Before the new regulations, aspiring pilots normally received a Student Pilot license immediately upon applying, and a security check was made after the application. With the new regulations, before the FAA issues a Student Pilot certificate, the applicant must first pass a Transportation Safety Administration (TSA) security check, a process that will likely take several weeks. (The FAA says it's going to shoot for an average of not more than 3 weeks.) This is the most fundamental change in the new regulations, but there are other changes as well.
Instead of paper, the new certificate will be a plastic card. This is consistent with other levels of pilot certificates. In 2013, the FAA made invalid the paper certificates for all other levels of pilot privileges. Since March 31st of that year, all pilots holding certificates above the Student Pilot level must have a plastic card. Now, with these new regulations, a Student Pilot must have a plastic card as well.
Converting a Student Pilot certificate to plastic also necessitates some changes in how endorsements are made for a Student Pilot. In the days of a paper certificate, an instructor was required to enter, usually by writing, some endorsements on the Student Pilot’s certificate. However, writing something on plastic so that it remains legiable isn’t always easy. (Ever try to affix your signature on the back of a plastic credit card without smudging it?) Now, all endorsements are to be entered in the Student Pilot’s logbook.

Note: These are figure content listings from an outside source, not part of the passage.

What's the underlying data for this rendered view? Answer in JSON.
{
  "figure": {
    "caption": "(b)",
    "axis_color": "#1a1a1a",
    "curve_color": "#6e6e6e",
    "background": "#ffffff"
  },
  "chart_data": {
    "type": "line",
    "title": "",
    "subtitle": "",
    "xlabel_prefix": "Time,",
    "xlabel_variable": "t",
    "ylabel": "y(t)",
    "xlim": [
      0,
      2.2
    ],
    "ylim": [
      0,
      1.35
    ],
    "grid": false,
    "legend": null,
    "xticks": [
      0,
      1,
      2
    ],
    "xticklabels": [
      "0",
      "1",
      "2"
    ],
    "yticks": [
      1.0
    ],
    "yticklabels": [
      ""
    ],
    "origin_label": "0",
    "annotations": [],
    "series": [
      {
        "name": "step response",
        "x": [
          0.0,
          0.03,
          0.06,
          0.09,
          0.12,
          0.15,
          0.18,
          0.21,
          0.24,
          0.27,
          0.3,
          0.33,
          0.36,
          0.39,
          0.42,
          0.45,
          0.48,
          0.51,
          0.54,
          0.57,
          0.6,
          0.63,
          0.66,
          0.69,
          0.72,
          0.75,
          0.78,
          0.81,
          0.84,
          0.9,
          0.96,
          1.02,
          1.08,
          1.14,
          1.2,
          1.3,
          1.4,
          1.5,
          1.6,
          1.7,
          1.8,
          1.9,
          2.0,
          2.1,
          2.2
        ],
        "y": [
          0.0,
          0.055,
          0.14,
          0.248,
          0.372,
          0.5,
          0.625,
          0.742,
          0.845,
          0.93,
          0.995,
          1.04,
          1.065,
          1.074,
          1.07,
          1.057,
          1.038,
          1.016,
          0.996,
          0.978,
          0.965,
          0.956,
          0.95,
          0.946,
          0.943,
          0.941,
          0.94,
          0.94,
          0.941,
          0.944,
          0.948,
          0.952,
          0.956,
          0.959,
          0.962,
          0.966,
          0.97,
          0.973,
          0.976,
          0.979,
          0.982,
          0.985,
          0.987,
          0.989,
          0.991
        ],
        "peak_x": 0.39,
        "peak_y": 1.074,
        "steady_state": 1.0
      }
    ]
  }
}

Another change specifies who can accept an application. Before, an applicant for a Student Pilot certificate could apply at either an FAA Field Service District Office (FSDO), seek out a Designated Pilot Examiner (DPE), or apply with a FAA designated Aviation Medical Examiner (AME) after passing an exam for an FAA medical certificate. With the new regulations, AMEs are no longer authorized to accept a Student Pilot application (nor issue one as they could before). However, the new regulations authorize other persons to accept an application; in addition to a FSDO or a DPE, an Airman Certification Representative (ACR) at a Part 141 flight school, as well as a Certified Flight Instructor (CFI), are authorized to accept an application.